Faith Against Faith
Whittaker Chambers, Potemkin Villages & the Ongoing War
Then felt I like some watcher of the skies
When a new planet swims into his ken;
Or like stout Cortez when with eagle eyes
He star'd at the Pacific—and all his men
Look'd at each other with a wild surmise—
Silent, upon a peak in Darien.
—John Keats, from "On First Looking into Chapman's Homer"
A few days before I wrote these words, I opened for the first time Whittaker Chambers's Witness. It is his account of the Alger Hiss espionage case. And, as Chambers says, "all the props of an espionage case are there—foreign agents, household traitors, stolen documents, microfilm, furtive meetings, secret hideaways, phony names, an informer, investigations, trials, official justice," and, he might have added, assassinations and suicides. But if that were all, he writes to his children, "it would not be worthy my writing about or your reading about." Instead, it is a book that witnesses against one faith and for another.
When stout Cortez with his eagle eyes stared at the Pacific—it was actually Balboa, but Keats's error gives us the mightier line—he saw something wholly new, like the astronomer who glimpses an unknown planet. To read Chambers, though, is not to read something wholly new. It is to climb a promontory from whose lookout a maze of paths and woods and streams, of ravines and hills, of seeming contradictions in the lie of the land, is seen for what it is. The objects can be placed. Their relations become clear. Things make sense.
From that promontory one sees the battlefield of the last hundred years or more laid out, and what had seemed to be unrelated skirmishes now appear as moments in a continuing war, regardless of whether the soldiers in the trenches knew what they were about, or suspected that the fight was for more than one scrap of local land—a law here, a school there. The Hiss-Chambers battle was not, as the press labored to portray it, a grudge match between personal enemies. It was, as Hiss and Chambers knew, a battle of faith.
The Second-Oldest Faith
Chambers insists upon this. He will not allow any complacency. Communists "are that part of mankind which has recovered the power to live or die—to bear witness—for its faith." They are not mad; they are not sociopaths. Communism is not just "the writings of Marx and Lenin, dialectical materialism, the Politburo, the labor theory of value, the theory of the general strike, the Red Army, secret police, labor camps, underground conspiracy, the dictatorship of the proletariat." It is not parades through Moscow and Paris and Rome. What binds Communists "across the frontiers of nations, across barriers of language and differences of class and education, in defiance of religion, morality, truth, law, honor, the weaknesses of the body and the irresolutions of the mind, even unto death, is a simple conviction: It is necessary to change the world."
That is the key. With those words, one stands upon the high rock, ready to raise one's eyes and see. The world is evil; the world sags with the sludge of history and man's inhumanity; the world must be changed. Thence comes what Chambers calls man's "second oldest faith." It is the vision of Man without God: Ye shall be as gods, says the serpent. But because man's soul yearns for the transcendent God, this second-oldest faith must collapse that soul into what Chambers calls "mind," the bare faculty of rational deduction. With it, man must reform "the meaningless chaos of nature, by imposing on it his rational will to order, abundance, security, peace." It is "the vision of materialism."
The first commandment of this faith is accepted by many who do not know what army they fight for. It is to be found, says Chambers, not in the Communist Manifesto, but "in the first sentence of the physics primer: 'All of the progress of mankind to date results from the making of careful measurements.'" Soul, meet slide-rule. Wisdom, beauty, and love are dismissed from the room, and man the toolmaker becomes the product of his tools.
What do these insights explain? I will examine three sets of phenomena.
The Potemkin Village
Anthony Esolen is Distinguished Professor of Humanities at Thales College and the author of over 30 books, including Real Music: A Guide to the Timeless Hymns of the Church (Tan, with a CD), Out of the Ashes: Rebuilding American Culture (Regnery), and The Hundredfold: Songs for the Lord (Ignatius). He has also translated Dante’s Divine Comedy (Random House) and, with his wife Debra, publishes the web magazine Word and Song (anthonyesolen.substack.com). He is a senior editor of Touchstone.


* What you need to do
This exercise asks for every line of the material that contains the word "Sirius".
____________________
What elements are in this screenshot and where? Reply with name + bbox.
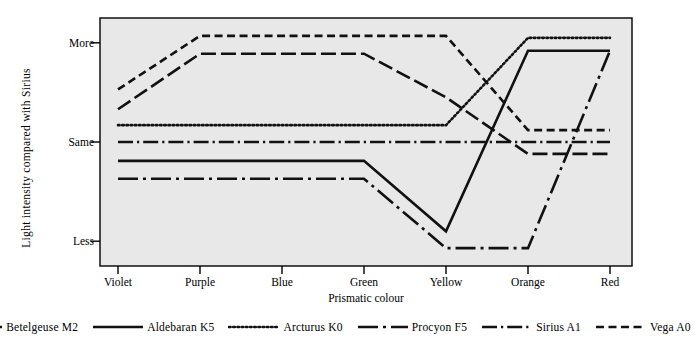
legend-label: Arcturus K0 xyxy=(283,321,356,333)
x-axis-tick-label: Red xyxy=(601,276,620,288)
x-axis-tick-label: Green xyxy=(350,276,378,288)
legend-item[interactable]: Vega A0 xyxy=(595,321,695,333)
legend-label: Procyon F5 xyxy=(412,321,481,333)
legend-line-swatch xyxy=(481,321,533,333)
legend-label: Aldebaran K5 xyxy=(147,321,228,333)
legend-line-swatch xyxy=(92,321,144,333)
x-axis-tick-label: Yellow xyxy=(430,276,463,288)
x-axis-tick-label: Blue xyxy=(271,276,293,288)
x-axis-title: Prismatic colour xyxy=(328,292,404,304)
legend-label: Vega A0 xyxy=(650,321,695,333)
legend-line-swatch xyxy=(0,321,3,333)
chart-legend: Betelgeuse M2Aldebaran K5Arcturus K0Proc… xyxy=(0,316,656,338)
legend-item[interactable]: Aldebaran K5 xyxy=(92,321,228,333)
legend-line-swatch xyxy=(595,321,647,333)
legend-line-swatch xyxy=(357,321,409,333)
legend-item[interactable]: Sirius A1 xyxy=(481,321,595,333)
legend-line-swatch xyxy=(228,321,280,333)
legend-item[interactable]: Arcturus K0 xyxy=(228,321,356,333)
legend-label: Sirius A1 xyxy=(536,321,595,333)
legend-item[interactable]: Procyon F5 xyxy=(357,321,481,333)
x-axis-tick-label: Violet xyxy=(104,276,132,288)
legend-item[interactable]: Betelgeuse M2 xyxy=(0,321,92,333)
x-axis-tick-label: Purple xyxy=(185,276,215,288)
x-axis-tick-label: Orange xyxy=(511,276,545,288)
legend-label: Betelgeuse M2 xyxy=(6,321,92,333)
____________________
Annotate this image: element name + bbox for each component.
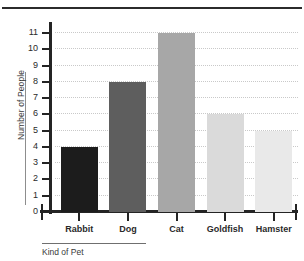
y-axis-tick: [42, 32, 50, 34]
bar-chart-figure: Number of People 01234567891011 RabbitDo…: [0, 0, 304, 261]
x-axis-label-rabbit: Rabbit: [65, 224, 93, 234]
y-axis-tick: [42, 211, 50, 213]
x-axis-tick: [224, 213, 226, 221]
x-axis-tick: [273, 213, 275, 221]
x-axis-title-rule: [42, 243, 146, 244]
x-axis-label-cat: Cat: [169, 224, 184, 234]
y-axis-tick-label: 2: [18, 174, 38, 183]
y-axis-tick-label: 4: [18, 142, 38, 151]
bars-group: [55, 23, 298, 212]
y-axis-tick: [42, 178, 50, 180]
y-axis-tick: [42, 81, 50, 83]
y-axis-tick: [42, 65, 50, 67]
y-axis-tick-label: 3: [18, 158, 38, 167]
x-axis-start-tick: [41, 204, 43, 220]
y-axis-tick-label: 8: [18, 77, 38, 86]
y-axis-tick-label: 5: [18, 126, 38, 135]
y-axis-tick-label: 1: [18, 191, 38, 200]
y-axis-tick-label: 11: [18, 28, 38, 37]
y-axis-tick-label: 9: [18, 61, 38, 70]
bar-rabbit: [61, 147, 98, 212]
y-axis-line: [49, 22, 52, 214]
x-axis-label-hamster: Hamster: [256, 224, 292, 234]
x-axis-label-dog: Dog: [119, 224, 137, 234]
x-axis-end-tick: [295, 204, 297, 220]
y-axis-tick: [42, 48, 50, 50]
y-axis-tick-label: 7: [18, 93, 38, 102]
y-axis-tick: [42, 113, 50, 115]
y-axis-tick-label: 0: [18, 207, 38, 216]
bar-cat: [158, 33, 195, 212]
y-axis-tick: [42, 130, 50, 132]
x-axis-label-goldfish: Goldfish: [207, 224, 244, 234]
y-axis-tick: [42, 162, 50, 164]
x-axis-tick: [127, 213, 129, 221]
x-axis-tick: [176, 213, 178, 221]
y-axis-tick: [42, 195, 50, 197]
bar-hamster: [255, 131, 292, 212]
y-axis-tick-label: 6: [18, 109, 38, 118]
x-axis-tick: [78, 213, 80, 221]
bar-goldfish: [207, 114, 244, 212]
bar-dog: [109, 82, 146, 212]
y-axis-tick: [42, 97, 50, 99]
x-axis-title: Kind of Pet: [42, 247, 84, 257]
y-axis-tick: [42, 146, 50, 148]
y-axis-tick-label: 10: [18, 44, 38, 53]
____________________
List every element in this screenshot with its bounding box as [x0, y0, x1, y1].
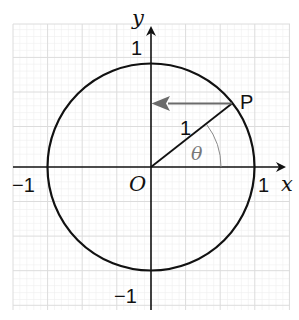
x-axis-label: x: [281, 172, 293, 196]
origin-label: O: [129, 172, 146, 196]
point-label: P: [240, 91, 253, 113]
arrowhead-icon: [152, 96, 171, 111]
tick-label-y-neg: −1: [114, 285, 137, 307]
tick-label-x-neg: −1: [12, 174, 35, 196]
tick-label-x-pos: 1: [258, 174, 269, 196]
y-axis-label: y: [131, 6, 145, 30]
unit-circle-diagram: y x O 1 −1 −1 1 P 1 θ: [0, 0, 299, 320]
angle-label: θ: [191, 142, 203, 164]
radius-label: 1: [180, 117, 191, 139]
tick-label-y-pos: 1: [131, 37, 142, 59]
____________________
* Result of the exercise
legend-item[interactable]: Sirius A1 xyxy=(481,321,595,333)
legend-label: Sirius A1 xyxy=(536,321,595,333)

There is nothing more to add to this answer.